I am trying to apply a number of in place updates to a 2D matrix.

It appears that using jit to the in place update does not have any effect in computation time (which is many orders of magnitude longer than the equivalent numpy implementation).

Here is code that demonstrates my problem and research.

node_count = 10000

# NUMPY IMPLEMENTATION
b = onp.zeros([node_count,node_count])
print("`numpy` in place update.")
%timeit b[1,1] = 1.
# 86.9 ns ± 1.42 ns per loop (mean ± std. dev. of 7 runs, 10,000,000 loops each)

# JAX IN PLACE IMPLEMENTATION
a = np.zeros([node_count,node_count])
print("`jax.np` in place update.")
%timeit a.at[1,1].set(1.)
# 112 ms ± 14.4 ms per loop (mean ± std. dev. of 7 runs, 1 loop each)
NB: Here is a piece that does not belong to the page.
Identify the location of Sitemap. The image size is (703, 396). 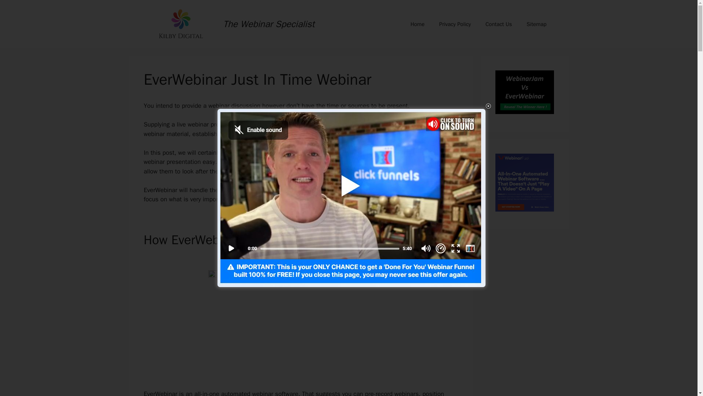
(537, 24).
## TEST JIT IMPLEMENTATION
def update(mat, index, val):
    return mat.at[tuple(index)].set(val)
update_jit = jit(update)

# Run once for trace.
update_jit(a, [1,1], 1.).block_until_ready()

print("`jax.np` jit in place update.")
%timeit update_jit(a, [1,1],1.).block_until_ready()
# 99.6 ms ± 358 µs per loop (mean ± std. dev. of 7 runs, 10 loops each)
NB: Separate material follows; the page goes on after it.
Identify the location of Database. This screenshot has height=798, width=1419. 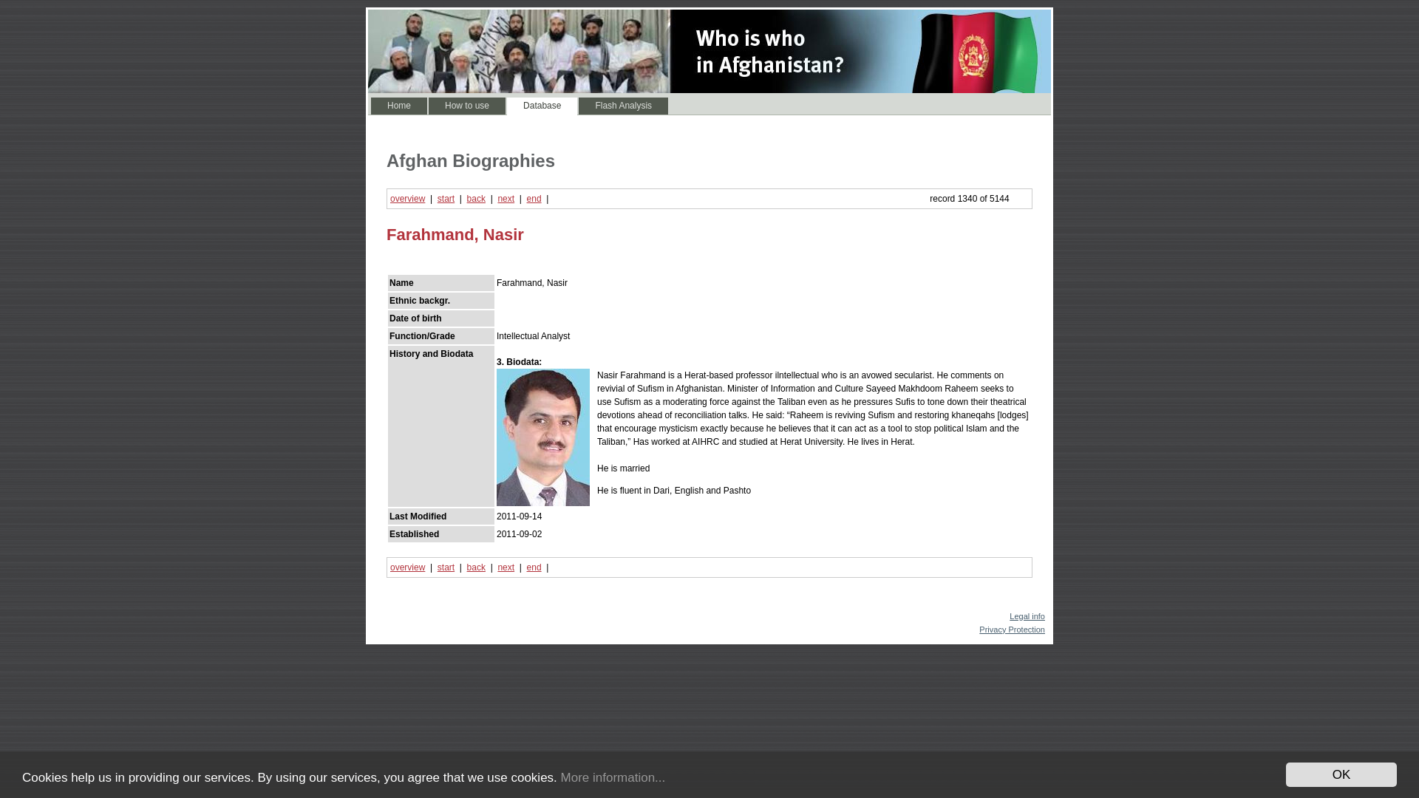
(542, 106).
CodePudding user response:

This has nothing to do with inlining of inplace updates. This has to do with the fact that, unless otherwise requested, a JIT-compiled function will always return its result in a new, distinct buffer. The only exception to this is if you use buffer donation to explicitly mark that the input buffer can be re-used in the output:

update_jit = jit(update, donate_argnums=[0])

Note, however, that buffer donation is currently only available on GPU and TPU runtimes.

You'll not be able to use %timeit in this case, because the donated input buffer is no longer available for use after the first iteration, but you can confirm via %time that this improves the computation speed:

# Following is run on a Colab T4 GPU runtime

update_jit = jit(update)
_ = update_jit(b, [1,1], 1.)
%time _ = update_jit(b, [1,1], 1.).block_until_ready()
# CPU times: user 607 µs, sys: 112 µs, total: 719 µs
# Wall time: 5.89 ms

update_jit_donate = jit(update, donate_argnums=[0])
b = update_jit_donate(b, [1,1], 1.)
%time _ = update_jit_donate(b, [1,1], 1.).block_until_ready()
# CPU times: user 467 µs, sys: 86 µs, total: 553 µs
# Wall time: 332 µs

The buffer donation version is still quite a bit slower than the NumPy version, but this is expected for the reasons discussed at FAQ: Is JAX Faster Than Numpy?.

I suspect you're performing these micro-benchmarks to assure yourself that the compiler performs updates in-place within a JIT-compiled sequence of operations rather than making internal copies, as is mentioned in Sharp Bits: Array Updates. If so, you can confirm this by other means; for example:

@jit
def sum(x):
  return x.sum()

@jit
def update_and_sum(x):
  return x.at[0, 0].set(1).sum()

_ = sum(b)
%timeit sum(b).block_until_ready()
# 1.66 ms ± 7.55 µs per loop (mean ± std. dev. of 7 runs, 1000 loops each)

_ = update_and_sum(b)
%timeit update_and_sum(b).block_until_ready()
# 1.66 ms ± 20.7 µs per loop (mean ± std. dev. of 7 runs, 1000 loops each)

The identical timings here show that the update operation is being performed in-place rather than causing the input buffer to be copied.

CodePudding user response:

The JIT version is slower because it does not operate in-place as opposed to the Numpy version: it creates a copy of the array and then modify the items. You can see that by growing the array: the execution time is proportional to the size of the array. You can also check the array a is left unmodified after the call to set. You can also see that the time of b.fill(42.0) is very close to the speed of the JAX function (but strangely not b.copy()). The out-of-place version is significantly slower because the RAM is slow and it takes a lot of time to operate on the whole array than just setting 1 value.